(BANGKOK) — The two top parties began angling for the upper hand in forming a new government in Thailand on Monday after partial results showed no group won a majority of seats in the country’s first national election since a 2014 military coup.
One outcome: many accusations of cheating in Sunday’s vote, in efforts to discredit the other side’s claim to leadership and perhaps get some winners disqualified.
The allegations highlight continuing deep divisions in Thailand, which has been wracked by political instability for nearly two decades.
The junta-appointed Election Commission announced the results of 350 constituency races but said full vote counts, which are needed to allocate 150 other seats in the House of Representatives, won’t be available until Friday after apparent counting problems.
The partial results showed the military-backed Palang Pracharath party won the most popular votes nationwide. But under a complicated new electoral system put in place by the junta, the anti-military Pheu Thai party is likely to win the highest number of seats in the House.
Each party insists its advantage gives it the right to try to form a government, though neither holds a majority in terms of votes or seats. And because an unelected 250-member Senate appointed by the junta will also vote for prime minister, a party must win a combined 376 votes to assure victory.
That vote will likely take place sometime in May and give Palang Pracharath’s candidate, current junta Prime Minister Prayuth Chan-ocha, a considerable advantage.
The election is the latest chapter in a nearly two-decade struggle pitching conservative forces including the military, courts and ultra-royalists against the political machine of former Prime Minister Thaksin Shinawatra, a tycoon who upended tradition-bound Thai politics with a populist political revolution and is now despised by the military.
Thaksin now lives in exile abroad to avoid a prison term, but parties allied with him have won every election since 2001 despite repeated efforts by the military and courts to block his influence. His sister, Yingluck Shinawatra, who led the Pheu Thai government that was ousted in 2014, also fled the country after what supporters said was a politically motivated prosecution.
While behind-the-scenes recruitment of smaller parties is the main way for Palang Pracharath or Pheu Thai to try to gain enough support to form a government, the public battle is being fought with cries of foul on social media, mostly from Pheu Thai partisans.
Although formal ties between Thaksin and Pheu Thai are now legally banned, he amplified the accusations of foul play in an op-ed in The New York Times on Monday.
His complaints included inconsistent and delayed results from the Election Commission, ballot numbers exceeding voters in some areas, turnouts twice the number of registered voters, and a suspiciously large number of voided ballots.
Thailand’s main poll-watching organizations have not yet publicly addressed most of the allegations.
The watchdog group P-Net charged that the junta-appointed Election Commission was inefficient, and that it had found vote buying ahead of the voting.
But there is concern about the other allegations.
Allen Hicken, professor of political science at the University of Michigan, noted that while Thaksin’s words read as “sour grapes,” the allegations have been circulating widely.
He said he considered the three most troubling issues to be the delayed result announcements, turnouts exceeding 100 percent and a large number of invalid ballots.
Hicken said he would withhold judgment pending explanations by the Election Commission, “but all three are consistent with electoral chicanery in other contexts.”
The commission’s secretary-general, Charoongwit Poomma, defended its handling of Sunday’s vote and said delays in announcing full results reflect its duty to ensure the election is free and fair. He said he had not received reports of issues such as excessive voting numbers or disappearing votes.
The cheating charges come on top of the judgment by many human rights and pro-democracy groups that the rules set by the junta made a fair election impossible.
Palang Pracharath chief Uttama Savanayana said it will contact like-minded parties to form a new government.
The leader of Pheu Thai, Sudarat Keyuraphan, also said it would try to form a government because it won the most constituency races.
“The party with the most seats is the one that has received the confidence from the people to set up the government,” Sudarat said.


Every line below that holds the string "ffffff" should be copied.

[Records from a collection of figures]
/---
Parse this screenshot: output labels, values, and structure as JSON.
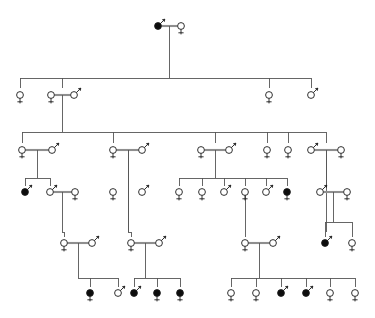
{
  "document": {
    "title": "Pedigree Chart",
    "type": "genealogical-pedigree-diagram",
    "width": 375,
    "height": 318,
    "background_color": "#ffffff",
    "line_color": "#555555",
    "symbol_outline_color": "#1a1a1a",
    "affected_fill_color": "#0d0d0d",
    "unaffected_fill_color": "#ffffff",
    "mate_band_color": "#bdbdbd",
    "legend_note": "Circle with downward cross = female; circle with upward-right arrow = male; filled symbol = affected; open symbol = unaffected",
    "generation_count": 6,
    "individual_count": 61,
    "affected_count": 14
  },
  "symbol_geometry": {
    "radius": 3.4,
    "female_stem_length": 7,
    "female_bar_halfwidth": 2.6,
    "female_bar_offset": 4.8,
    "male_arrow_length": 7,
    "male_arrow_head": 2.6
  },
  "generations": [
    {
      "id": "I",
      "label": "I",
      "y": 26,
      "member_count": 2
    },
    {
      "id": "II",
      "label": "II",
      "y": 95,
      "member_count": 5
    },
    {
      "id": "III",
      "label": "III",
      "y": 150,
      "member_count": 12
    },
    {
      "id": "IV",
      "label": "IV",
      "y": 192,
      "member_count": 16
    },
    {
      "id": "V",
      "label": "V",
      "y": 243,
      "member_count": 11
    },
    {
      "id": "VI",
      "label": "VI",
      "y": 293,
      "member_count": 15
    }
  ],
  "individuals": [
    {
      "id": "I-1",
      "gen": "I",
      "sex": "male",
      "affected": true,
      "x": 158,
      "y": 26
    },
    {
      "id": "I-2",
      "gen": "I",
      "sex": "female",
      "affected": false,
      "x": 181,
      "y": 26
    },
    {
      "id": "II-1",
      "gen": "II",
      "sex": "female",
      "affected": false,
      "x": 20,
      "y": 95
    },
    {
      "id": "II-2",
      "gen": "II",
      "sex": "female",
      "affected": false,
      "x": 51,
      "y": 95
    },
    {
      "id": "II-3",
      "gen": "II",
      "sex": "male",
      "affected": false,
      "x": 74,
      "y": 95
    },
    {
      "id": "II-4",
      "gen": "II",
      "sex": "female",
      "affected": false,
      "x": 269,
      "y": 95
    },
    {
      "id": "II-5",
      "gen": "II",
      "sex": "male",
      "affected": false,
      "x": 311,
      "y": 95
    },
    {
      "id": "III-1",
      "gen": "III",
      "sex": "female",
      "affected": false,
      "x": 22,
      "y": 150
    },
    {
      "id": "III-2",
      "gen": "III",
      "sex": "male",
      "affected": false,
      "x": 52,
      "y": 150
    },
    {
      "id": "III-3",
      "gen": "III",
      "sex": "female",
      "affected": false,
      "x": 113,
      "y": 150
    },
    {
      "id": "III-4",
      "gen": "III",
      "sex": "male",
      "affected": false,
      "x": 142,
      "y": 150
    },
    {
      "id": "III-5",
      "gen": "III",
      "sex": "female",
      "affected": false,
      "x": 201,
      "y": 150
    },
    {
      "id": "III-6",
      "gen": "III",
      "sex": "male",
      "affected": false,
      "x": 229,
      "y": 150
    },
    {
      "id": "III-7",
      "gen": "III",
      "sex": "female",
      "affected": false,
      "x": 267,
      "y": 150
    },
    {
      "id": "III-8",
      "gen": "III",
      "sex": "female",
      "affected": false,
      "x": 288,
      "y": 150
    },
    {
      "id": "III-9",
      "gen": "III",
      "sex": "male",
      "affected": false,
      "x": 311,
      "y": 150
    },
    {
      "id": "III-10",
      "gen": "III",
      "sex": "female",
      "affected": false,
      "x": 341,
      "y": 150
    },
    {
      "id": "IV-1",
      "gen": "IV",
      "sex": "male",
      "affected": true,
      "x": 25,
      "y": 192
    },
    {
      "id": "IV-2",
      "gen": "IV",
      "sex": "male",
      "affected": false,
      "x": 50,
      "y": 192
    },
    {
      "id": "IV-3",
      "gen": "IV",
      "sex": "female",
      "affected": false,
      "x": 75,
      "y": 192
    },
    {
      "id": "IV-4",
      "gen": "IV",
      "sex": "female",
      "affected": false,
      "x": 113,
      "y": 192
    },
    {
      "id": "IV-5",
      "gen": "IV",
      "sex": "male",
      "affected": false,
      "x": 142,
      "y": 192
    },
    {
      "id": "IV-6",
      "gen": "IV",
      "sex": "female",
      "affected": false,
      "x": 179,
      "y": 192
    },
    {
      "id": "IV-7",
      "gen": "IV",
      "sex": "female",
      "affected": false,
      "x": 202,
      "y": 192
    },
    {
      "id": "IV-8",
      "gen": "IV",
      "sex": "male",
      "affected": false,
      "x": 224,
      "y": 192
    },
    {
      "id": "IV-9",
      "gen": "IV",
      "sex": "female",
      "affected": false,
      "x": 245,
      "y": 192
    },
    {
      "id": "IV-10",
      "gen": "IV",
      "sex": "male",
      "affected": false,
      "x": 266,
      "y": 192
    },
    {
      "id": "IV-11",
      "gen": "IV",
      "sex": "female",
      "affected": true,
      "x": 287,
      "y": 192
    },
    {
      "id": "IV-12",
      "gen": "IV",
      "sex": "male",
      "affected": false,
      "x": 320,
      "y": 192
    },
    {
      "id": "IV-13",
      "gen": "IV",
      "sex": "female",
      "affected": false,
      "x": 347,
      "y": 192
    },
    {
      "id": "V-1",
      "gen": "V",
      "sex": "female",
      "affected": false,
      "x": 64,
      "y": 243
    },
    {
      "id": "V-2",
      "gen": "V",
      "sex": "male",
      "affected": false,
      "x": 92,
      "y": 243
    },
    {
      "id": "V-3",
      "gen": "V",
      "sex": "female",
      "affected": false,
      "x": 131,
      "y": 243
    },
    {
      "id": "V-4",
      "gen": "V",
      "sex": "male",
      "affected": false,
      "x": 159,
      "y": 243
    },
    {
      "id": "V-5",
      "gen": "V",
      "sex": "female",
      "affected": false,
      "x": 245,
      "y": 243
    },
    {
      "id": "V-6",
      "gen": "V",
      "sex": "male",
      "affected": false,
      "x": 273,
      "y": 243
    },
    {
      "id": "V-7",
      "gen": "V",
      "sex": "male",
      "affected": true,
      "x": 325,
      "y": 243
    },
    {
      "id": "V-8",
      "gen": "V",
      "sex": "female",
      "affected": false,
      "x": 352,
      "y": 243
    },
    {
      "id": "VI-1",
      "gen": "VI",
      "sex": "female",
      "affected": true,
      "x": 90,
      "y": 293
    },
    {
      "id": "VI-2",
      "gen": "VI",
      "sex": "male",
      "affected": false,
      "x": 118,
      "y": 293
    },
    {
      "id": "VI-3",
      "gen": "VI",
      "sex": "male",
      "affected": true,
      "x": 134,
      "y": 293
    },
    {
      "id": "VI-4",
      "gen": "VI",
      "sex": "female",
      "affected": true,
      "x": 157,
      "y": 293
    },
    {
      "id": "VI-5",
      "gen": "VI",
      "sex": "female",
      "affected": true,
      "x": 180,
      "y": 293
    },
    {
      "id": "VI-6",
      "gen": "VI",
      "sex": "female",
      "affected": false,
      "x": 231,
      "y": 293
    },
    {
      "id": "VI-7",
      "gen": "VI",
      "sex": "female",
      "affected": false,
      "x": 256,
      "y": 293
    },
    {
      "id": "VI-8",
      "gen": "VI",
      "sex": "male",
      "affected": true,
      "x": 281,
      "y": 293
    },
    {
      "id": "VI-9",
      "gen": "VI",
      "sex": "male",
      "affected": true,
      "x": 306,
      "y": 293
    },
    {
      "id": "VI-10",
      "gen": "VI",
      "sex": "female",
      "affected": false,
      "x": 330,
      "y": 293
    },
    {
      "id": "VI-11",
      "gen": "VI",
      "sex": "female",
      "affected": false,
      "x": 355,
      "y": 293
    }
  ],
  "unions": [
    {
      "id": "U1",
      "left_x": 158,
      "right_x": 181,
      "y": 26,
      "drop_x": 169,
      "drop_to_y": 78
    },
    {
      "id": "U2",
      "left_x": 51,
      "right_x": 74,
      "y": 95,
      "drop_x": 62,
      "drop_to_y": 132
    },
    {
      "id": "U3",
      "left_x": 22,
      "right_x": 52,
      "y": 150,
      "drop_x": 37,
      "drop_to_y": 178
    },
    {
      "id": "U4",
      "left_x": 113,
      "right_x": 142,
      "y": 150,
      "drop_x": 128,
      "drop_to_y": 232
    },
    {
      "id": "U5",
      "left_x": 201,
      "right_x": 229,
      "y": 150,
      "drop_x": 215,
      "drop_to_y": 178
    },
    {
      "id": "U6",
      "left_x": 311,
      "right_x": 341,
      "y": 150,
      "drop_x": 326,
      "drop_to_y": 232
    },
    {
      "id": "U7",
      "left_x": 50,
      "right_x": 75,
      "y": 192,
      "drop_x": 62,
      "drop_to_y": 232
    },
    {
      "id": "U8",
      "left_x": 320,
      "right_x": 347,
      "y": 192,
      "drop_x": 333,
      "drop_to_y": 222
    },
    {
      "id": "U9",
      "left_x": 64,
      "right_x": 92,
      "y": 243,
      "drop_x": 78,
      "drop_to_y": 278
    },
    {
      "id": "U10",
      "left_x": 131,
      "right_x": 159,
      "y": 243,
      "drop_x": 145,
      "drop_to_y": 278
    },
    {
      "id": "U11",
      "left_x": 245,
      "right_x": 273,
      "y": 243,
      "drop_x": 259,
      "drop_to_y": 278
    }
  ],
  "sibships": [
    {
      "id": "S1",
      "parent_union": "U1",
      "parent_drop_x": 169,
      "bus_y": 78,
      "child_top_y": 88,
      "children_x": [
        20,
        62,
        269,
        311
      ]
    },
    {
      "id": "S2",
      "parent_union": "U2",
      "parent_drop_x": 62,
      "bus_y": 132,
      "child_top_y": 143,
      "children_x": [
        22,
        113,
        215,
        267,
        288,
        326
      ]
    },
    {
      "id": "S3",
      "parent_union": "U3",
      "parent_drop_x": 37,
      "bus_y": 178,
      "child_top_y": 186,
      "children_x": [
        25,
        50
      ]
    },
    {
      "id": "S4",
      "parent_union": "U5",
      "parent_drop_x": 215,
      "bus_y": 178,
      "child_top_y": 186,
      "children_x": [
        179,
        202,
        224,
        245,
        266,
        287
      ]
    },
    {
      "id": "S5",
      "parent_union": "U7",
      "parent_drop_x": 62,
      "bus_y": 232,
      "child_top_y": 237,
      "children_x": [
        64
      ]
    },
    {
      "id": "S6",
      "parent_union": "U4",
      "parent_drop_x": 128,
      "bus_y": 232,
      "child_top_y": 237,
      "children_x": [
        131
      ]
    },
    {
      "id": "S7",
      "parent_union": "IV-9",
      "parent_drop_x": 245,
      "bus_y": 232,
      "child_top_y": 237,
      "children_x": [
        245
      ]
    },
    {
      "id": "S8",
      "parent_union": "U8",
      "parent_drop_x": 333,
      "bus_y": 222,
      "child_top_y": 237,
      "children_x": [
        325,
        352
      ]
    },
    {
      "id": "S9",
      "parent_union": "U9",
      "parent_drop_x": 78,
      "bus_y": 278,
      "child_top_y": 287,
      "children_x": [
        90,
        118
      ]
    },
    {
      "id": "S10",
      "parent_union": "U10",
      "parent_drop_x": 145,
      "bus_y": 278,
      "child_top_y": 287,
      "children_x": [
        134,
        157,
        180
      ]
    },
    {
      "id": "S11",
      "parent_union": "U11",
      "parent_drop_x": 259,
      "bus_y": 278,
      "child_top_y": 287,
      "children_x": [
        231,
        256,
        281,
        306,
        330,
        355
      ]
    }
  ]
}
\---
*FINISHED TASK*.
    "background_color": "#ffffff",
    "unaffected_fill_color": "#ffffff",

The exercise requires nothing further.